Pat Conroy Offering Free Film Rights, New Haruki Murakami Story, and More

by
Evan Smith Rakoff
10.24.13

Every day Poets & Writers Magazine scans the headlines—from publishing reports to academic announcements to literary dispatches—for all the news that creative writers need to know. Here are today’s stories:

A new story by bestselling Japanese author Haruki Murakami is available free online at the New Yorker. (GalleyCat)

Hector Tobar reports that the Texas Book Festival, which is ongoing, has received bad press over a lack of diversity in this year’s roster of more than two hundred authors. Festival literary director Steph Opitz answered criticism in a letter to the Texas Observer, stating, “I, too, am disappointed that there is not more diversity in this year’s line-up.” (Los Angeles Times)

Fast Company explains the importance of your workspace, and what changes can improve performance.

Author Pat Conroy is offering to give away film rights to his follow-up to The Great Santini, which starred Robert Duvall in the 1979 adaptation.
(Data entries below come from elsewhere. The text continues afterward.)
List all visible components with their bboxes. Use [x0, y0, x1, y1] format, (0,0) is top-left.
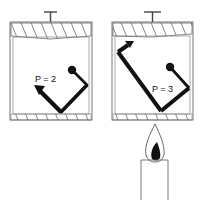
right-lid-hatch [113, 23, 192, 37]
right-bent-tube-arrow [118, 41, 189, 111]
left-lid-handle [44, 12, 57, 22]
left-pressure-label: P = 2 [35, 74, 56, 84]
right-bottom-hatch [113, 114, 192, 120]
right-lid-handle [144, 12, 161, 22]
candle [141, 124, 168, 200]
left-container: P = 2 [10, 12, 92, 120]
flame-core-icon [151, 142, 160, 160]
diagram-canvas: P = 2 P = 3 [0, 0, 205, 200]
left-bent-tube-arrow [34, 66, 87, 112]
left-bottom-hatch [11, 114, 91, 120]
left-lid-hatch [11, 23, 91, 39]
right-container: P = 3 [112, 12, 193, 120]
right-pressure-label: P = 3 [152, 84, 173, 94]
If a film is made of his new book The Death of Santini, Conroy hopes the offer will persuade Duvall and his co-stars to reprise their roles. (USA Today)

The Guardian considers science fiction hero Ray Bradbury’s unknown legacy of realist stories.

“To think about a place has always been a way into a story.” Novelist Donna Tartt speaks with Laura Miller at Salon.

Meanwhile, the San Francisco Chronicle looks at how certain famed authors—including Donna Tartt, Tom Wolfe, and Mark Twain—wear a trademark mode of dress.

The current issue of Poetry includes four letters by Robert Creeley.